September 29, 2009 at 7:42 PM  
Blogger kishke said...

Another point that should be made is that a huge part of the reason people find it difficult to stay on a diet is that they are constantly hungry, and at some point, you're going to break. Some of these diets are at calorie levels that were, in the past, considered to be semi-starvation diets. It has nothing to do with a lack of willpower or psychological issues; your body is crying out for food, in the form of hunger pangs, and there's just no way to ignore that in the long term. The great benefit of a low-carb diet is that you are never hungry. Fat and protein is extremely filling. You might have to fight some cravings in the beginning, but you're way ahead of the game, b/c you're not starving all the time.

September 29, 2009 at 11:45 PM  
Blogger Pesach Sommer said...

Kishke,

Please take a look at Rabbi Twerski's book. It is not one of his Jewish ones and is written without the title Rabbi. I can't recall the name.

Obviously, on some level losing weight is nothing more than taking in less calories than one expends. What Rabbi Twerski suggests is that the reason why people take in more then they need is for psychological reasons. That might be boredom, stress relief, fond associations of eating that food at grandma's house etc. I personally am not sure that he is correct, but I do know that in losing weight I had to relearn to eat and to treat food as fuel, not as boredom reducing, or stress relief. That made a huge difference. the second part is that it is not about a diet. I did Atkins and lost a lot of weight, but how long can you last on it. Two years ago, I lost 100 pounds. I did it not by starving myself but by using strategies that work. Finding out which foods are healthy AND filling. I did so by treating unhealthy foods as poison. You don't reward yourself with poison. You don't cheat with poison. A good book for strategies that work is "The End of Overeating". Finally, I must agree with the good Rabbi of this blog. The way to make it a lifetime commitment is to decide on a deep level that you can not and will not go back.

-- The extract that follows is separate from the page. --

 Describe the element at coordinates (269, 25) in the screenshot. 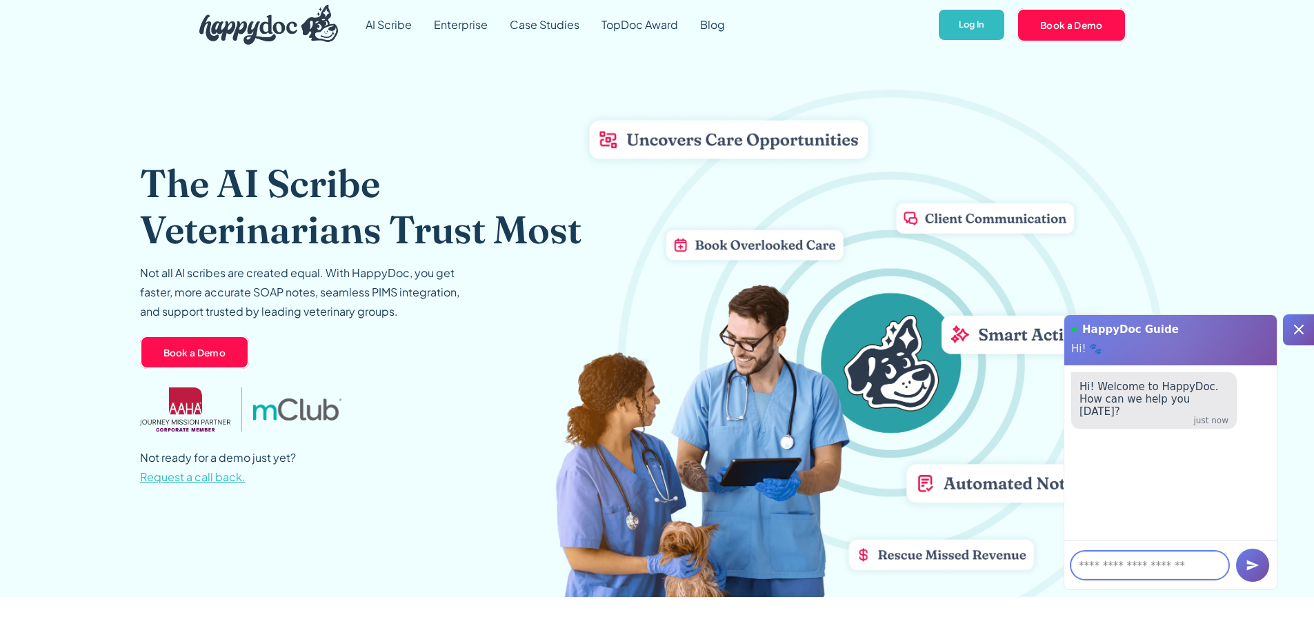

I see `img: HappyDoc Logo: A happy dog with his ear up, listening.` at that location.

September 30, 2009 at 8:26 AM  
Blogger kishke said...

Pesach, I think that more important than any deep commitment is to learn a new set of behaviors. Habit will save you when commitment weakens, as it inevitably does.

September 30, 2009 at 2:02 PM  
Blogger Pesach Sommer said...

Kishke. Well said. I sit corrected.

October 1, 2009 at 10:39 AM  
Blogger kishke said...

Thank you. Just noticed that my last phrase is almost a haiku:

Habit will save you
When your commitment weakens
Inevitably

October 1, 2009 at 9:05 PM  
Anonymous Anonymous said...

I would believe that there are medical conditions that cause obesity. Animal studies confirm that. There are almost always some psychological aspects to human obesity. This is demonstrated in the ability of dieters to stop eating whatever many times, while unable to remain stopped. Sometimes this is simple habitual, and old habits don't die too easily. Other times, there may be deeper seated issues.

When the goal is simply weight loss, the Weight Watcher's type of program makes perfect sense. It is about nothing more than eating habits and calorie balance. When there are other underlying issues, one needs to broach the subject of support groups and recovery as well as therapy.